POLITICS

Sanlam objects to ArcelorMittal's ZEE deal

Minority shareholders not comfortable with proposed deal with Zuma, Guptas

JOHANNEBSURG (Reuters) - Sanlam, South Africa's largest insurer, objected on Friday to a proposed 9.1 billion rand empowerment deal by ArcelorMittal South Africa to black investors connected to the ruling ANC.

A Sanlam equity analyst and portfolio manager, Shoaib Vajey, said a planned offer of a 26 percent stake in AcerlorMittal South Africa, a unit of top global steelmaker AcelorMittal, to black investors was not being done in a transparent way.

Sanlam owns a minority stake in ArcelorMittal South Africa.

"In terms of the financial structure of the deal, there is limited economic benefit to the BEE (Black Economic Empowerment) partners," who include President Jacob Zuma's son Duduzane, Vajey said.

Local media reported that the RMB Asset Management also was likely to oppose the proposed deal, which has drawn criticism from the powerful umbrella trade union COSATU.

South African companies must meet government quotas on black ownership if they want to win lucrative government contracts. The BEE programme is designed to widen ownership of the South African economy, which is still mainly in white hands 16 years after the end of apartheid.

An ArcelorMittal South Africa spokesman said the company could not comment as the planned BEE deal documents had not been issued to its shareholders.

Vajey said the BEE investors to whom ArcelorMittal South Africa wanted to offer a stake also had connections with Imperial Crown Trading (ICT), which earlier this year was awarded a disputed prospecting right over a 21.4 percent stake in Kumba's Sishen Mine.

The ArcelorMittal South African unit has since offered to purchase ICT in a separate controversial deal.

"They (ArcelorMittal) say this is unrelated to the ICT acquisition, yet all the parties in ICT are sort of reflected in the (new) deal as beneficiaries and key individuals and groups," Vajey said.

Vajey said ArcelorMittal South Africa had not disclosed how the deal might or might not prejudice minority shareholders in terms of their voting rights and that the steelmaker should defer the deal until some issues were clarified.

An analyst at Vesact Asset Management, Paul Theron, said the deal was complicated because of corporate governance issues raised by some shareholders.

"From a point of view of these minorities, I think if they are not comfortable with the decisions that are being taken, they could ... sell their shares (in ArcelorMittal South Africa)," Theron said.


=== Exercise description ===
Could the data below be printed out exactly, with the pictures left out?

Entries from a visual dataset
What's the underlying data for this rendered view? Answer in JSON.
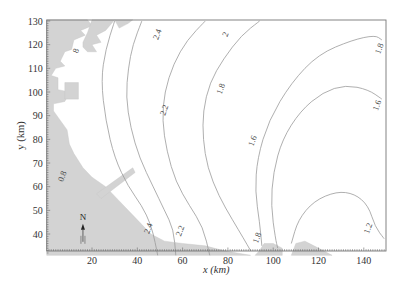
{
  "chart_data": {
    "type": "contour",
    "title": "",
    "xlabel": "x (km)",
    "ylabel": "y (km)",
    "xlim": [
      0,
      150
    ],
    "ylim": [
      31,
      131
    ],
    "x_ticks": [
      20,
      40,
      60,
      80,
      100,
      120,
      140
    ],
    "y_ticks": [
      40,
      50,
      60,
      70,
      80,
      90,
      100,
      110,
      120,
      130
    ],
    "grid": false,
    "legend": null,
    "annotations": [
      "N"
    ],
    "contour_levels": [
      0.8,
      1.2,
      1.6,
      1.8,
      2,
      2.2,
      2.4,
      1.8
    ],
    "contour_labels": [
      {
        "text": "8",
        "x": 14,
        "y": 117
      },
      {
        "text": "0.8",
        "x": 8,
        "y": 64
      },
      {
        "text": "2.4",
        "x": 50,
        "y": 124
      },
      {
        "text": "2.4",
        "x": 46,
        "y": 42
      },
      {
        "text": "2.2",
        "x": 53,
        "y": 92
      },
      {
        "text": "2.2",
        "x": 60,
        "y": 41
      },
      {
        "text": "2",
        "x": 80,
        "y": 124
      },
      {
        "text": "1.8",
        "x": 78,
        "y": 101
      },
      {
        "text": "1.8",
        "x": 94,
        "y": 38
      },
      {
        "text": "1.6",
        "x": 92,
        "y": 79
      },
      {
        "text": "1.8",
        "x": 148,
        "y": 118
      },
      {
        "text": "1.6",
        "x": 147,
        "y": 94
      },
      {
        "text": "1.2",
        "x": 143,
        "y": 42
      }
    ],
    "series": [
      {
        "name": "2.4",
        "points": [
          [
            30,
            130
          ],
          [
            26,
            118
          ],
          [
            24,
            105
          ],
          [
            26,
            88
          ],
          [
            30,
            72
          ],
          [
            36,
            60
          ],
          [
            42,
            52
          ],
          [
            46,
            44
          ],
          [
            48,
            36
          ],
          [
            49,
            31
          ]
        ]
      },
      {
        "name": "2.2",
        "points": [
          [
            42,
            130
          ],
          [
            38,
            120
          ],
          [
            36,
            110
          ],
          [
            35,
            98
          ],
          [
            37,
            85
          ],
          [
            41,
            72
          ],
          [
            47,
            60
          ],
          [
            52,
            50
          ],
          [
            56,
            42
          ],
          [
            57,
            31
          ]
        ]
      },
      {
        "name": "2",
        "points": [
          [
            70,
            130
          ],
          [
            62,
            122
          ],
          [
            56,
            112
          ],
          [
            52,
            100
          ],
          [
            51,
            88
          ],
          [
            53,
            75
          ],
          [
            57,
            62
          ],
          [
            63,
            52
          ],
          [
            69,
            43
          ],
          [
            72,
            31
          ]
        ]
      },
      {
        "name": "1.8 (west)",
        "points": [
          [
            94,
            130
          ],
          [
            86,
            124
          ],
          [
            78,
            114
          ],
          [
            72,
            104
          ],
          [
            69,
            92
          ],
          [
            69,
            80
          ],
          [
            71,
            68
          ],
          [
            76,
            56
          ],
          [
            82,
            46
          ],
          [
            87,
            38
          ],
          [
            90,
            33
          ]
        ]
      },
      {
        "name": "1.8 (east)",
        "points": [
          [
            148,
            122
          ],
          [
            145,
            124
          ],
          [
            135,
            122
          ],
          [
            120,
            116
          ],
          [
            108,
            104
          ],
          [
            98,
            88
          ],
          [
            93,
            72
          ],
          [
            92,
            58
          ],
          [
            94,
            45
          ],
          [
            95,
            35
          ]
        ]
      },
      {
        "name": "1.6",
        "points": [
          [
            148,
            97
          ],
          [
            142,
            101
          ],
          [
            132,
            103
          ],
          [
            122,
            100
          ],
          [
            112,
            92
          ],
          [
            104,
            80
          ],
          [
            100,
            66
          ],
          [
            99,
            52
          ],
          [
            101,
            38
          ],
          [
            102,
            34
          ]
        ]
      },
      {
        "name": "1.2",
        "points": [
          [
            149,
            38
          ],
          [
            145,
            43
          ],
          [
            142,
            52
          ],
          [
            136,
            57
          ],
          [
            128,
            58
          ],
          [
            118,
            54
          ],
          [
            111,
            46
          ],
          [
            108,
            36
          ]
        ]
      }
    ],
    "north_arrow": {
      "label": "N",
      "x_km": 16,
      "y_km": 46
    }
  },
  "figure": {
    "xlabel": "x (km)",
    "ylabel": "y (km)",
    "north_label": "N"
  }
}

=== Exercise result ===
What's the underlying data for this rendered view? Answer in JSON.
{
  "chart_data": {
    "type": "contour",
    "title": "",
    "xlabel": "x (km)",
    "ylabel": "y (km)",
    "xlim": [
      0,
      150
    ],
    "ylim": [
      31,
      131
    ],
    "x_ticks": [
      20,
      40,
      60,
      80,
      100,
      120,
      140
    ],
    "y_ticks": [
      40,
      50,
      60,
      70,
      80,
      90,
      100,
      110,
      120,
      130
    ],
    "grid": false,
    "legend": null,
    "annotations": [
      "N"
    ],
    "contour_levels": [
      0.8,
      1.2,
      1.6,
      1.8,
      2,
      2.2,
      2.4,
      1.8
    ],
    "contour_labels": [
      {
        "text": "8",
        "x": 14,
        "y": 117
      },
      {
        "text": "0.8",
        "x": 8,
        "y": 64
      },
      {
        "text": "2.4",
        "x": 50,
        "y": 124
      },
      {
        "text": "2.4",
        "x": 46,
        "y": 42
      },
      {
        "text": "2.2",
        "x": 53,
        "y": 92
      },
      {
        "text": "2.2",
        "x": 60,
        "y": 41
      },
      {
        "text": "2",
        "x": 80,
        "y": 124
      },
      {
        "text": "1.8",
        "x": 78,
        "y": 101
      },
      {
        "text": "1.8",
        "x": 94,
        "y": 38
      },
      {
        "text": "1.6",
        "x": 92,
        "y": 79
      },
      {
        "text": "1.8",
        "x": 148,
        "y": 118
      },
      {
        "text": "1.6",
        "x": 147,
        "y": 94
      },
      {
        "text": "1.2",
        "x": 143,
        "y": 42
      }
    ],
    "series": [
      {
        "name": "2.4",
        "points": [
          [
            30,
            130
          ],
          [
            26,
            118
          ],
          [
            24,
            105
          ],
          [
            26,
            88
          ],
          [
            30,
            72
          ],
          [
            36,
            60
          ],
          [
            42,
            52
          ],
          [
            46,
            44
          ],
          [
            48,
            36
          ],
          [
            49,
            31
          ]
        ]
      },
      {
        "name": "2.2",
        "points": [
          [
            42,
            130
          ],
          [
            38,
            120
          ],
          [
            36,
            110
          ],
          [
            35,
            98
          ],
          [
            37,
            85
          ],
          [
            41,
            72
          ],
          [
            47,
            60
          ],
          [
            52,
            50
          ],
          [
            56,
            42
          ],
          [
            57,
            31
          ]
        ]
      },
      {
        "name": "2",
        "points": [
          [
            70,
            130
          ],
          [
            62,
            122
          ],
          [
            56,
            112
          ],
          [
            52,
            100
          ],
          [
            51,
            88
          ],
          [
            53,
            75
          ],
          [
            57,
            62
          ],
          [
            63,
            52
          ],
          [
            69,
            43
          ],
          [
            72,
            31
          ]
        ]
      },
      {
        "name": "1.8 (west)",
        "points": [
          [
            94,
            130
          ],
          [
            86,
            124
          ],
          [
            78,
            114
          ],
          [
            72,
            104
          ],
          [
            69,
            92
          ],
          [
            69,
            80
          ],
          [
            71,
            68
          ],
          [
            76,
            56
          ],
          [
            82,
            46
          ],
          [
            87,
            38
          ],
          [
            90,
            33
          ]
        ]
      },
      {
        "name": "1.8 (east)",
        "points": [
          [
            148,
            122
          ],
          [
            145,
            124
          ],
          [
            135,
            122
          ],
          [
            120,
            116
          ],
          [
            108,
            104
          ],
          [
            98,
            88
          ],
          [
            93,
            72
          ],
          [
            92,
            58
          ],
          [
            94,
            45
          ],
          [
            95,
            35
          ]
        ]
      },
      {
        "name": "1.6",
        "points": [
          [
            148,
            97
          ],
          [
            142,
            101
          ],
          [
            132,
            103
          ],
          [
            122,
            100
          ],
          [
            112,
            92
          ],
          [
            104,
            80
          ],
          [
            100,
            66
          ],
          [
            99,
            52
          ],
          [
            101,
            38
          ],
          [
            102,
            34
          ]
        ]
      },
      {
        "name": "1.2",
        "points": [
          [
            149,
            38
          ],
          [
            145,
            43
          ],
          [
            142,
            52
          ],
          [
            136,
            57
          ],
          [
            128,
            58
          ],
          [
            118,
            54
          ],
          [
            111,
            46
          ],
          [
            108,
            36
          ]
        ]
      }
    ],
    "north_arrow": {
      "label": "N",
      "x_km": 16,
      "y_km": 46
    }
  },
  "figure": {
    "xlabel": "x (km)",
    "ylabel": "y (km)",
    "north_label": "N"
  }
}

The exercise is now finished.